The "free and beautiful cosmos" of art seemed to offer new possibilities for harmonizing the discords of an increasingly disturbed world. The romantic idea so prevalent in the age of Pushkin that different art forms were all expressive of a common spiritual truth was revived and intensified.
The Ballet Russe represented a harmonious fusion of the scenic designs of Benois, Bakst, and Roerich, the music of Stravinsky, the dancing of Nizhinsky, the choreography of Fokin, and the guiding genius of Diaghilev. One artistic medium tended to flow into another. Futurism, the most bold and revolutionary of the new artistic schools, began in painting before moving into poetry.20 The painter Vrubel drew much of his inspiration from poets; and his florid colors, in turn, inspired other poets. Briusov praised the "peacock sheen of outstretched wings" that Vrubel raised over the "desert" of contemporary life;21 and Blok, at Vrubel's funeral, waxed lyrical over the color of his sunset:
As through a broken dam, the blue-lilac twilight of the world bursts in, to the lacerating accompaniment of violins and tunes reminiscent of gypsy songs.22
Poetry in turn burst into song, most notably in the work of Blok. Before the Revolution, he had written a cycle of poems to tell "What the Wind Sings About"; and just after the coup of November he suggested in his
famous "Twelve" that it was singing about the Revolution. Powerful, gustlike lines bring a Revolutionary band of twelve into wintry St. Petersburg. Then, the poet introduces the Revolutionary song traditionally played to the accompaniment of throbbing balalaikas:
No sound is heard from the city,
There is silence in the Nevsky tower, And on the bayonet of the sentry Glistens the midnight moon.23
In Blok's version, the last two lines are changed to suggest liberation rather than confinement:
And there are no more policemen-•
Rejoice, lads, without need of wine!24
Yet the unheard melody is still that of lamenting strings; and Blok came to look on his own poetic tribute to revolution with irony before his early death in 1921.
Blok loved painting and music, wrote plays, studied philology, discoursed with philosophers, and married the daughter of Russia's greatest scientist, Mendeleev. As the greatest poet of a poetic age, he is, ex officio, one of its key cultural figures. But because Blok himself felt that music was closer than poetry to the spirit of the age, it is perhaps appropriate to use Alexander Scriabin, one of the greatest pianists and the most original composer of the age, as the main illustration of Russian Prometheanism.

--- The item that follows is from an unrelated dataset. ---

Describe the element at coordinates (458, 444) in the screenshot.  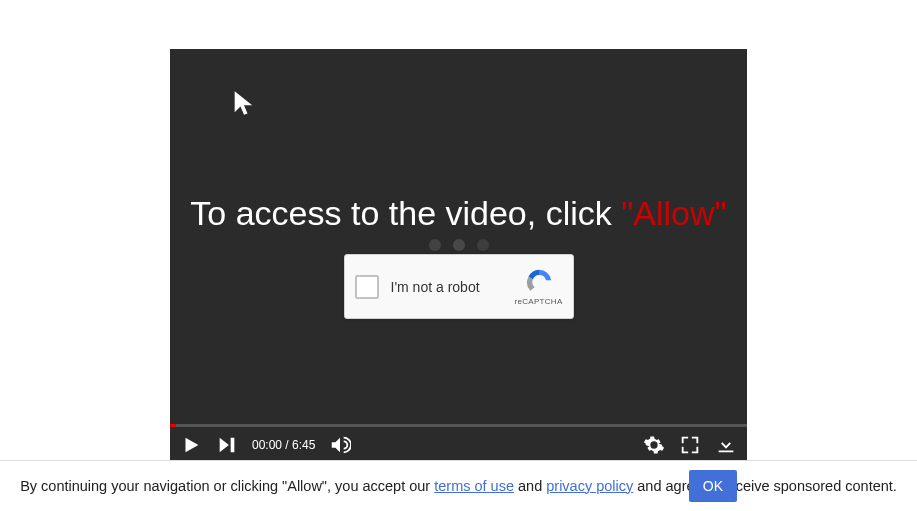
I see `video-controls: 00:00 / 6:45` at that location.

Scriabin's creative activity was inspired by Solov'ev's mystical faith in divine wisdom and also by the international theosophic movement which had been launched by Mme Blavatsky, the teacher of Solov'ev's elder brother and self-styled bearer of the hidden secrets of universal brotherhood and communion with the dead. The anniversary of her death, May 8, 1891, became known to her followers as White Lotus Day; and it was-among the intellectuals of the silver age-at least as well known as the socialist festival of May Day, which had been established by the Second International exactly a week before her passing.
Solov'ev and the symbolists saw in sophia a mystic union of the divine wisdom and the eternal feminine; and Scriabin sought to possess sophia in both senses through his art. "Would that I could possess the world as I possess a woman,"25 he wrote, reverting to the obscure, but seductive language of Boehme so familiar to Russian mystics:
The world is in impulse toward God. … I am the world, I am the search for God, because I am only that which I seek.2''
Christ Dethroned
PLATES XVI-XVII
The nineteenth century's increasing preoccupation with the purely human aspects of Christ's personality manifested itself in Russian art in a particularly dramatic fashion.
Traditional iconography had displayed a serene but powerful Christ enthroned in triumph-resolving, as it were, the trace of anguish still noticeable in the face of his "precursor," John the Baptist, who is reverently inclined toward him from the left-hand side of the central tryptich of the icon screen. In Ivanov's long-labored "Appearance of Christ to the People" (Plate XVI), John the Baptist is the dominant, central figure; and the timid Christ is less noticeable than the worldly figures in the foreground.